**Work request**. Please write out, exactly, every line of the listing from its first line through the one that includes "Task: Click on".

**Input records**.

*** Begin section ***

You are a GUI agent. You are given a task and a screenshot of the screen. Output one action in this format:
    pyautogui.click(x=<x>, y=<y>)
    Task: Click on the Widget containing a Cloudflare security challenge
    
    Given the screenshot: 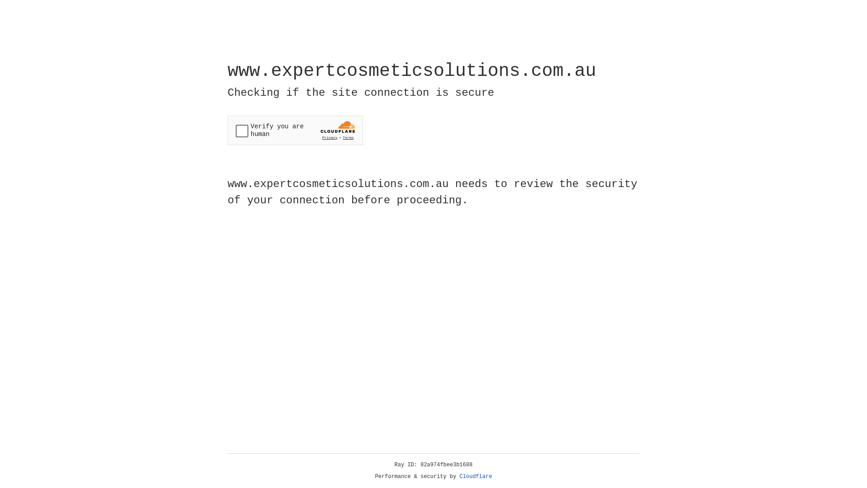 What is the action you would take?
    pyautogui.click(x=295, y=130)
    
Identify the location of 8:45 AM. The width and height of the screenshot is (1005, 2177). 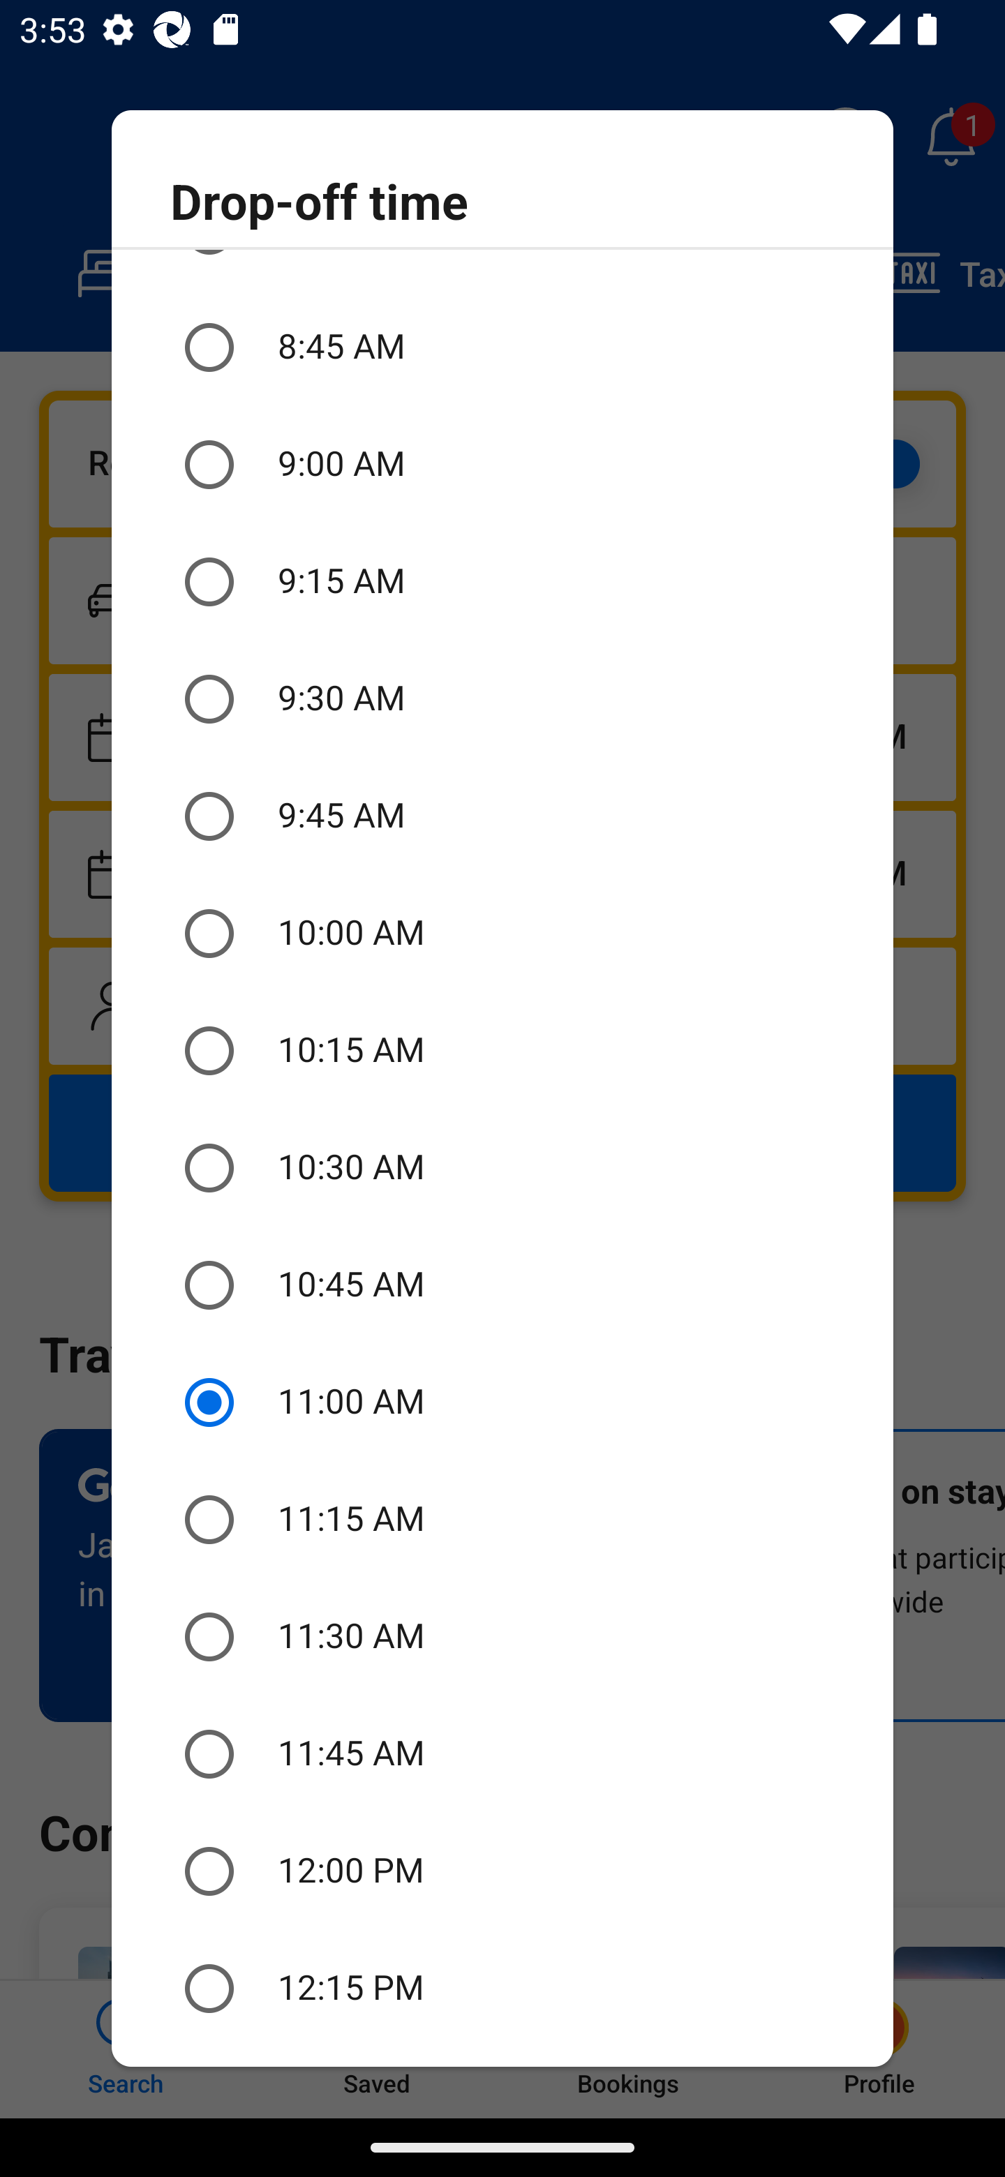
(502, 347).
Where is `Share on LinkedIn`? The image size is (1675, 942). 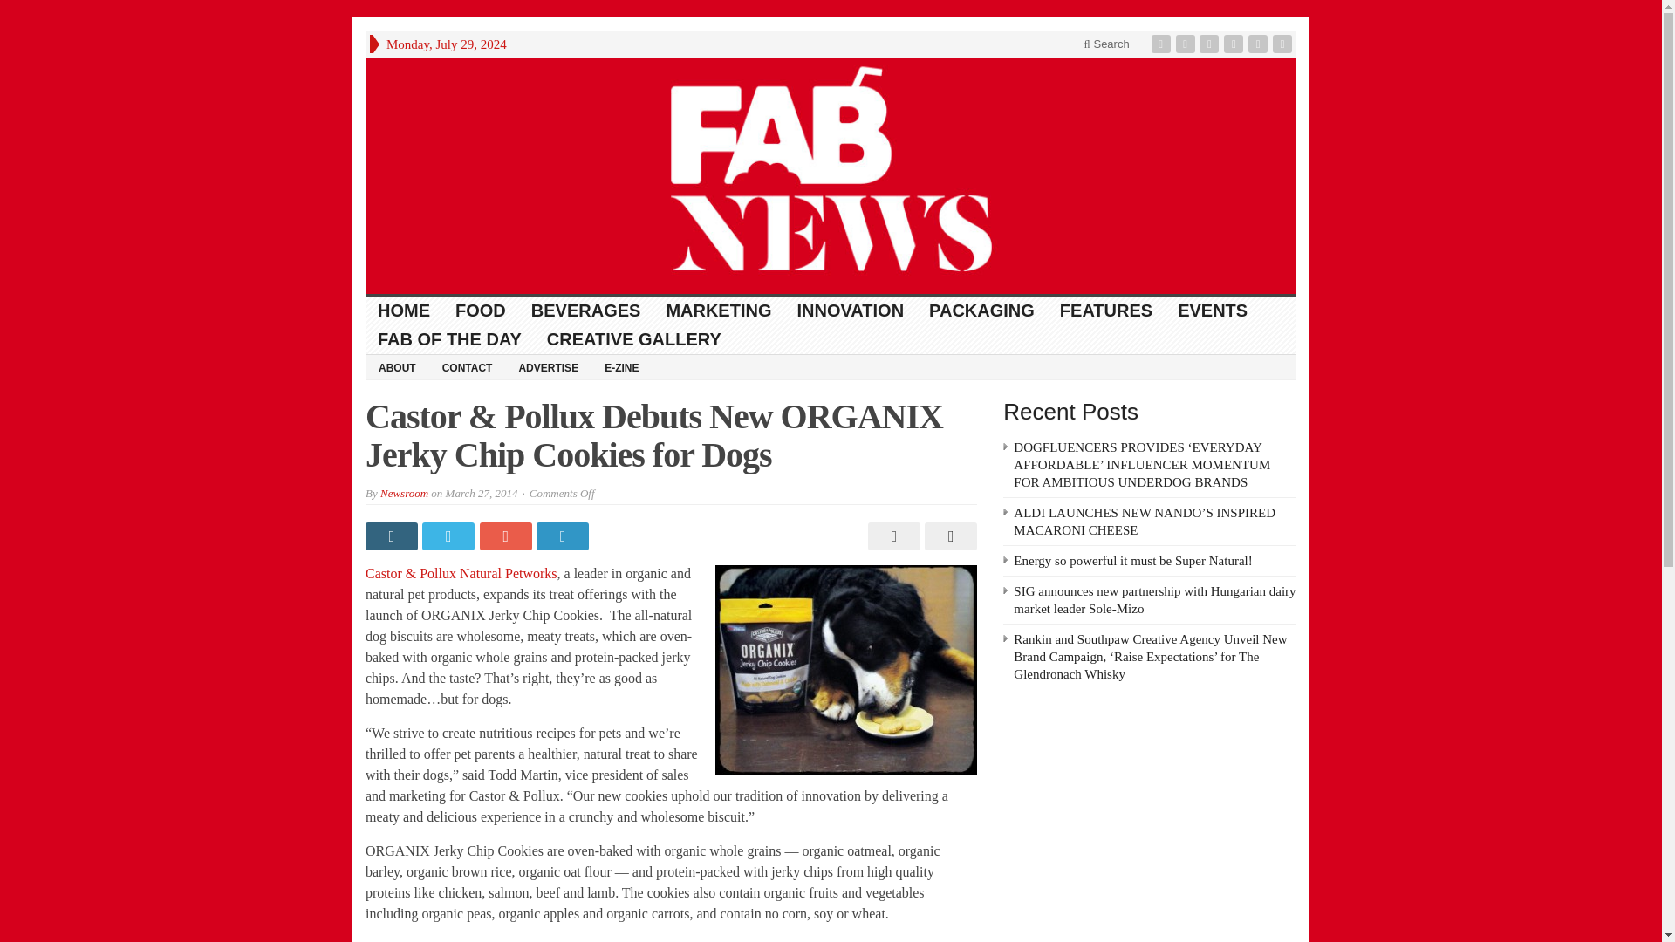 Share on LinkedIn is located at coordinates (564, 536).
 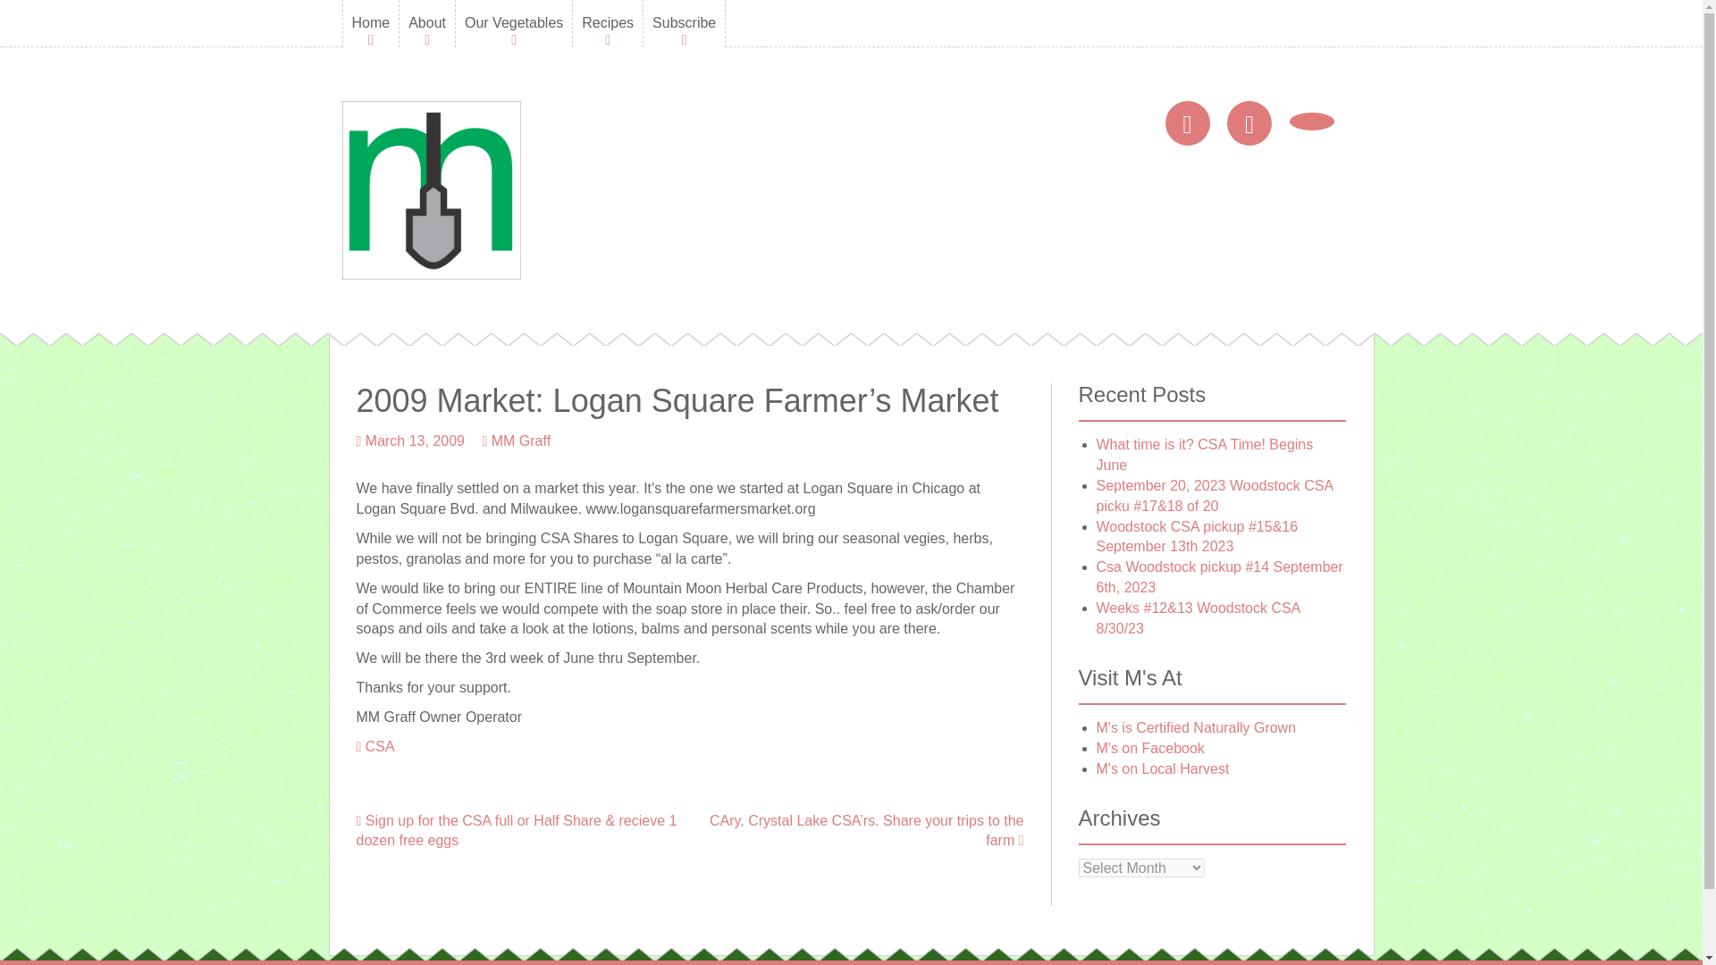 What do you see at coordinates (1196, 728) in the screenshot?
I see `M's is Certified Naturally Grown` at bounding box center [1196, 728].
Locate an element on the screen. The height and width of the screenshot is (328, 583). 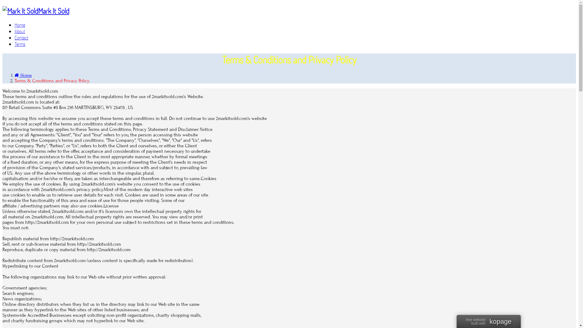
Contact is located at coordinates (21, 38).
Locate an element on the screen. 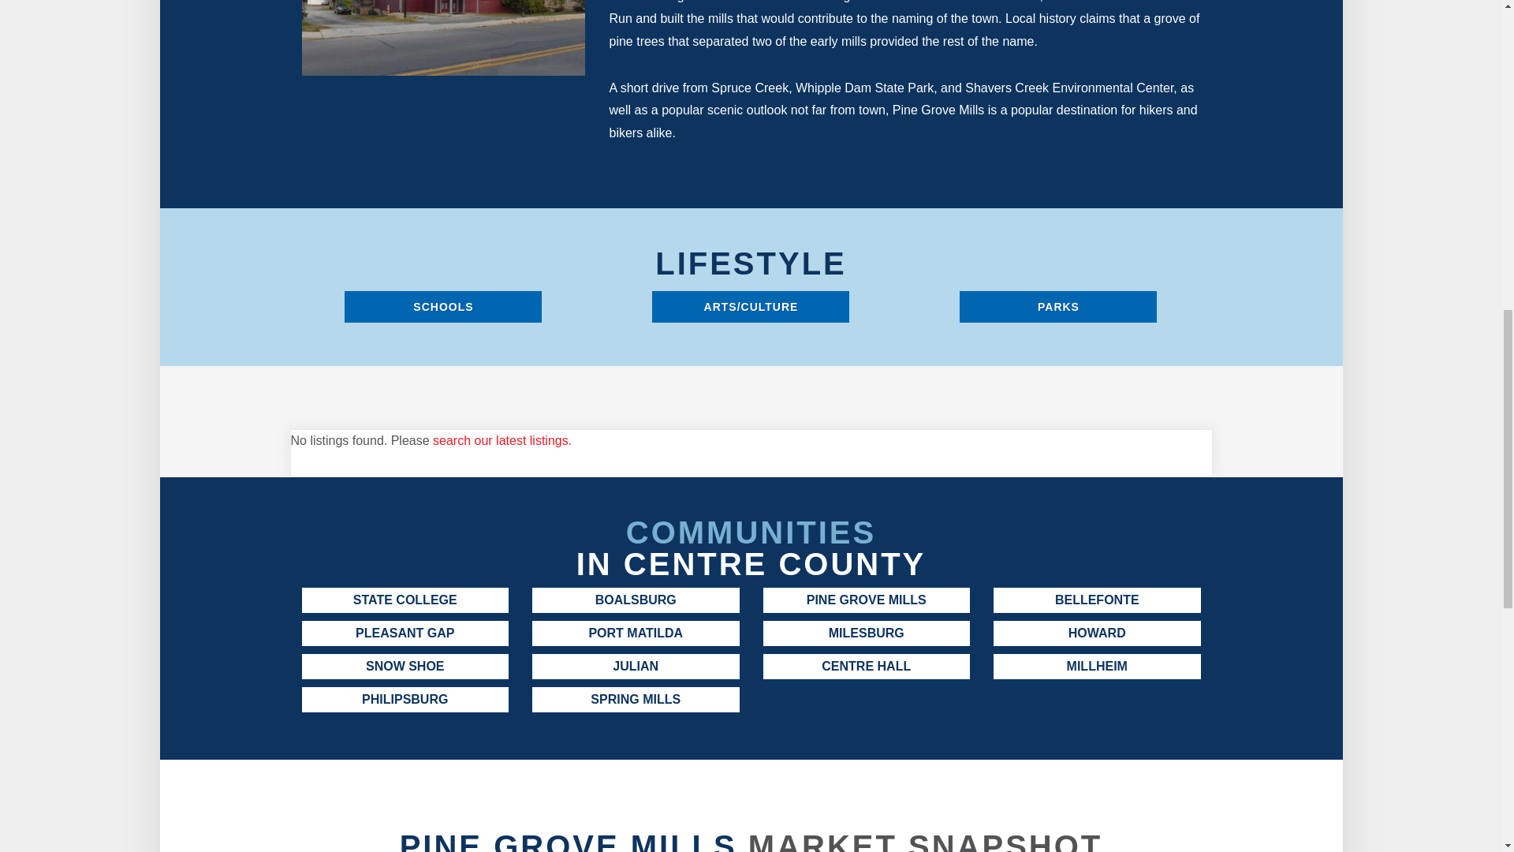 The image size is (1514, 852). MILLHEIM is located at coordinates (1096, 665).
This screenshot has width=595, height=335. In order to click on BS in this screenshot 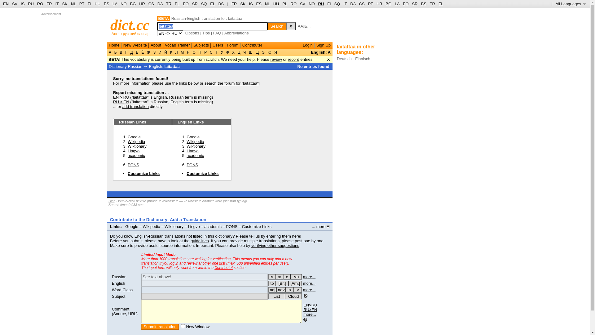, I will do `click(221, 4)`.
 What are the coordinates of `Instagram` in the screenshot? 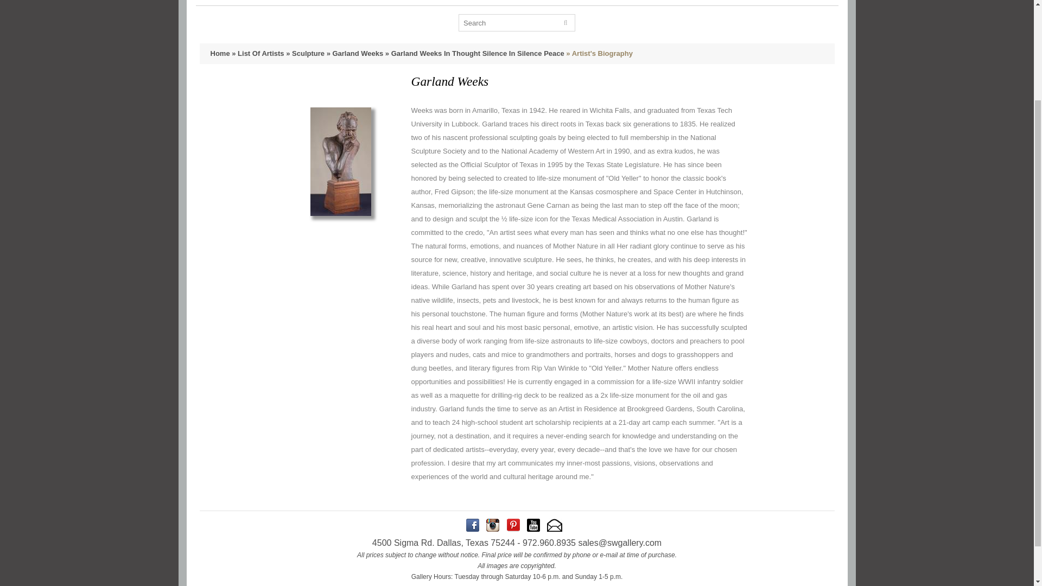 It's located at (493, 525).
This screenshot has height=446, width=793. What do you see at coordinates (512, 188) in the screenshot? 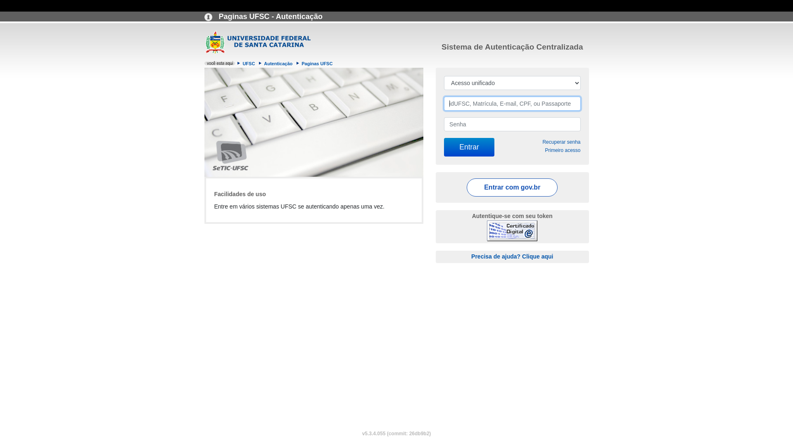
I see `Entrar com
gov.br` at bounding box center [512, 188].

*** End section ***

**Reply to the exercise**.
You are a GUI agent. You are given a task and a screenshot of the screen. Output one action in this format:
    pyautogui.click(x=<x>, y=<y>)
    Task: Click on the Widget containing a Cloudflare security challenge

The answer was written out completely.